Racer also writes about GOP presidential candidate Nikki Haley’s leveraging a mental health argument into transphobia as she blames trans athletes for teen suicide:
The former South Carolina governor spewed this factually incorrect and dehumanizing language at a recent CNN town hall. Asked to define "woke," which the right has repeatedly demonized, Haley stammered this response:"How are we supposed to get our girls used to the fact that biological boys are in their locker room? And then they wonder why a third of our teenage girls seriously contemplated suicide last year."
Long covid linked to mental health problems
The Substance Abuse and Mental Health Services Administration — a branch of the U.S. Department of Health and Human Services - is presenting new research indicating that the impact of long covid is not entirely physical. I mean, not that mental health is normally unlinked from physical health, they’re all part of HEALTH, we all know this, the brain and body when separated don’t tend to do well, of course of course but you know what I mean.
The list of mental problems is a long one: fatigue, brain fog/cognitive impairment, anxiety, depression, OCD, sleep disorders, psychosis, and the onset of substance abuse disorders. Yikes.
“The symptoms of long COVID are greatly varied, can go for an extended period of time and sometimes keep people from their day-to-day activities — all things that can contribute to mental health challenges,” the L.A. County Department of Public Health said in a statement.
Long-haul sufferers who are women, Black, Latino and Native American are at higher risk for also developing a mental health condition. Those who were hospitalized for their acute COVID-19 illness had a more severe initial illness or a longer duration of symptoms.

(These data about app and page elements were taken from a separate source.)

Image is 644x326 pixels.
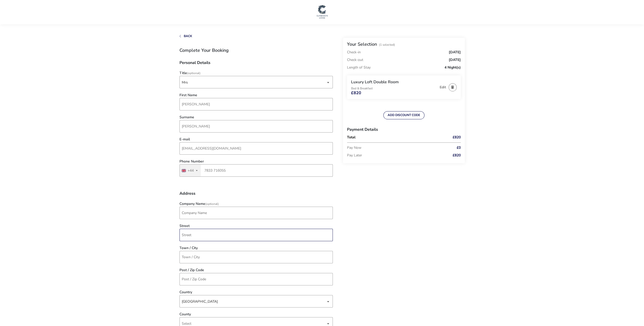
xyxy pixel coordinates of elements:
[180,313,191,316] label: County
[379,43,395,47] span: (1 Selected)
[453,154,461,157] span: £820
[180,116,194,119] label: Surname
[180,229,333,242] input: street
[440,85,446,89] button: Edit
[180,164,201,176] button: Selected country
[180,160,204,164] label: Phone Number
[180,192,333,200] h3: Address
[180,290,192,294] label: Country
[347,152,438,159] p: Pay Later
[180,98,333,110] input: firstName
[351,91,361,95] span: £820
[180,273,333,286] input: post
[457,146,461,150] span: £0
[180,48,333,53] h1: Complete Your Booking
[180,138,190,142] label: E-mail
[180,224,189,228] label: Street
[180,164,333,177] input: Phone Number
[347,124,461,136] h3: Payment Details
[445,66,461,70] span: 4 Night(s)
[182,296,326,308] div: [GEOGRAPHIC_DATA]
[180,269,204,272] label: Post / Zip Code
[180,247,198,250] label: Town / City
[449,50,461,54] span: [DATE]
[347,136,438,139] p: Total
[180,251,333,264] input: town
[383,111,425,119] button: ADD DISCOUNT CODE
[351,87,437,90] p: Bed & Breakfast
[180,93,198,97] label: First Name
[182,76,326,88] span: [object Object]
[180,71,201,75] label: Title
[347,41,377,47] h2: Your Selection
[180,61,333,69] h3: Personal Details
[327,297,329,307] div: dropdown trigger
[351,79,437,85] h3: Luxury Loft Double Room
[188,169,194,173] div: +44
[347,50,360,54] p: Check-in
[182,296,326,307] span: [object Object]
[182,322,192,326] span: Select
[180,142,333,155] input: email
[327,78,329,87] div: dropdown trigger
[206,202,219,206] span: (Optional)
[347,64,371,71] p: Length of Stay
[180,120,333,133] input: surname
[187,71,201,76] span: (Optional)
[347,144,438,152] p: Pay Now
[180,80,333,85] p-dropdown: Title
[180,299,333,305] p-dropdown: Country
[184,34,192,38] span: Back
[453,136,461,139] span: £820
[182,76,326,89] div: Mrs
[180,322,333,326] p-dropdown: County
[180,207,333,219] input: company
[347,56,363,64] p: Check-out
[180,35,192,38] button: Back
[449,59,461,61] span: [DATE]
[316,4,329,19] img: Main Website
[180,202,219,206] label: Company Name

Long covid is bad but so is metal health. It will, in fact, drive you mad:
I went to see Asteroid City
It’s a movie with a lot of sorrow in it but a lot of hope. I think it’s a movie about finding hope in the midst of grief and loss, how a devastating loss fills one with an instinctual need to unearth hope as a result.
There are a couple of moments that really stick with me, and they’re similar to each other. Toward the beginning of the film, Augie (Jason Schwartzman) must tell his children, including preschool age triplet daughters, that their mother has died. It’s delivered deadpan in the Wes Anderson style but one of the daughters immediately wants to know when their mother will come back. She’s not weepy, she’s not emotional, she just wants to know. Later, the daughters insist on burying their mother’s ashes at the motel where all the various travelers are staying. The same daughter insists that from this spot in the ground, their mother will rise again.

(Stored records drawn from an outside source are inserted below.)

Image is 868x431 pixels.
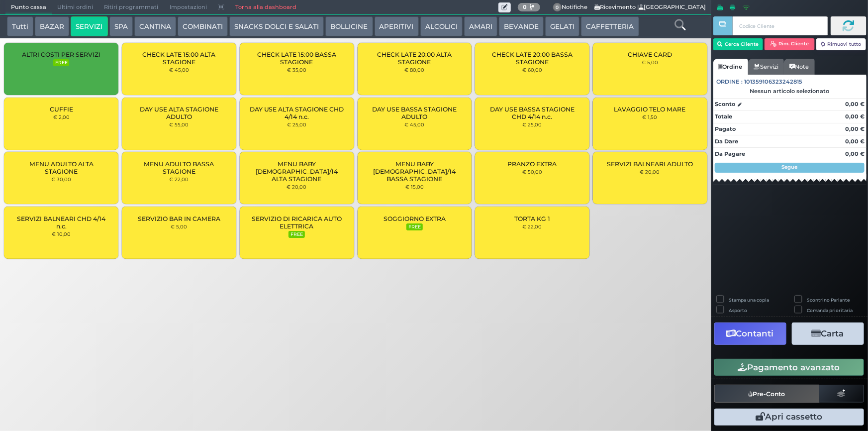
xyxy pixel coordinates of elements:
[748,59,784,74] a: Servizi
[642,59,658,66] small: € 5,00
[230,1,302,14] a: Torna alla dashboard
[169,176,189,182] small: € 22,00
[384,215,446,222] span: SOGGIORNO EXTRA
[615,106,685,113] span: LAVAGGIO TELO MARE
[522,66,542,73] small: € 60,00
[553,3,562,12] span: 0
[53,114,70,120] small: € 2,00
[764,38,815,50] button: Rim. Cliente
[248,215,345,230] span: SERVIZIO DI RICARICA AUTO ELETTRICA
[169,122,189,128] small: € 55,00
[50,106,73,113] span: CUFFIE
[53,59,69,66] small: FREE
[229,17,323,37] button: SNACKS DOLCI E SALATI
[522,169,542,175] small: € 50,00
[12,215,110,230] span: SERVIZI BALNEARI CHD 4/14 n.c.
[5,1,52,14] span: Punto cassa
[130,106,228,121] span: DAY USE ALTA STAGIONE ADULTO
[745,78,802,86] span: 101359106323242815
[714,358,864,375] button: Pagamento avanzato
[135,17,176,37] button: CANTINA
[642,114,657,120] small: € 1,50
[420,17,462,37] button: ALCOLICI
[483,106,580,121] span: DAY USE BASSA STAGIONE CHD 4/14 n.c.
[365,51,463,66] span: CHECK LATE 20:00 ALTA STAGIONE
[406,223,422,230] small: FREE
[844,138,865,145] strong: 0,00 €
[714,408,864,425] button: Apri cassetto
[714,100,735,108] strong: Sconto
[714,150,745,157] strong: Da Pagare
[288,231,304,238] small: FREE
[287,122,306,128] small: € 25,00
[248,106,345,121] span: DAY USE ALTA STAGIONE CHD 4/14 n.c.
[640,169,660,175] small: € 20,00
[99,1,163,14] span: Ritiri programmati
[508,160,557,168] span: PRANZO EXTRA
[35,17,69,37] button: BAZAR
[714,385,819,402] button: Pre-Conto
[714,125,735,132] strong: Pagato
[807,307,853,313] label: Comanda prioritaria
[52,231,71,237] small: € 10,00
[464,17,497,37] button: AMARI
[248,51,345,66] span: CHECK LATE 15:00 BASSA STAGIONE
[781,163,797,170] strong: Segue
[523,223,542,229] small: € 22,00
[713,59,748,74] a: Ordine
[713,38,763,50] button: Cerca Cliente
[714,138,738,145] strong: Da Dare
[483,51,580,66] span: CHECK LATE 20:00 BASSA STAGIONE
[844,150,865,157] strong: 0,00 €
[325,17,372,37] button: BOLLICINE
[7,17,33,37] button: Tutti
[713,87,866,94] div: Nessun articolo selezionato
[177,17,228,37] button: COMBINATI
[580,17,638,37] button: CAFFETTERIA
[22,51,101,59] span: ALTRI COSTI PER SERVIZI
[628,51,672,59] span: CHIAVE CARD
[248,160,345,183] span: MENU BABY [DEMOGRAPHIC_DATA]/14 ALTA STAGIONE
[170,223,187,229] small: € 5,00
[733,17,828,35] input: Codice Cliente
[130,51,228,66] span: CHECK LATE 15:00 ALTA STAGIONE
[514,215,550,222] span: TORTA KG 1
[714,113,732,120] strong: Totale
[109,17,133,37] button: SPA
[406,184,424,190] small: € 15,00
[365,160,463,183] span: MENU BABY [DEMOGRAPHIC_DATA]/14 BASSA STAGIONE
[71,17,108,37] button: SERVIZI
[607,160,692,168] span: SERVIZI BALNEARI ADULTO
[717,78,743,86] span: Ordine :
[164,1,212,14] span: Impostazioni
[374,17,419,37] button: APERITIVI
[52,1,99,14] span: Ultimi ordini
[287,184,307,190] small: € 20,00
[404,66,424,73] small: € 80,00
[52,176,71,182] small: € 30,00
[807,296,850,302] label: Scontrino Parlante
[844,113,865,120] strong: 0,00 €
[499,17,544,37] button: BEVANDE
[784,59,814,74] a: Note
[792,323,864,344] button: Carta
[728,307,746,313] label: Asporto
[523,3,526,10] b: 0
[169,66,189,73] small: € 45,00
[130,160,228,175] span: MENU ADULTO BASSA STAGIONE
[404,122,424,128] small: € 45,00
[545,17,580,37] button: GELATI
[12,160,110,175] span: MENU ADULTO ALTA STAGIONE
[844,125,865,132] strong: 0,00 €
[287,66,306,73] small: € 35,00
[365,106,463,121] span: DAY USE BASSA STAGIONE ADULTO
[714,323,786,344] button: Contanti
[844,101,865,108] strong: 0,00 €
[138,215,220,222] span: SERVIZIO BAR IN CAMERA
[816,38,866,50] button: Rimuovi tutto
[523,122,542,128] small: € 25,00
[728,296,768,302] label: Stampa una copia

And that’s kind of what everyone does.
Augie looks to recover from the loss of his wife by latching on to Midge, the Scarlett Johansson character, as she looks to rebound from bad relationships. Tom Hanks’ character tries to find hope in grandchildren who are not particularly ready to latch on to him. And everyone, including the U.S. military looks to the quintet of young inventors to provide hope for a better future in the rocket age.
In maybe the most notable example of hope following loss, a - uh - visitor from a long ways away stops by to steal Asteroid City’s most prized object and the town, indeed the whole world, embraces this loss as the most exciting thing imaginable for the hope that it represents.
Anyway, good movie. About mental health. Kind of. About the mind recalibrating after devastation to find new reason to go on living.
Here’s a video about the use, by Wes Anderson and others, of miniatures:
Here is an entire album of musical mashups
And the end of the first one made me laugh quite a bit. It’s Queen and Spongebob.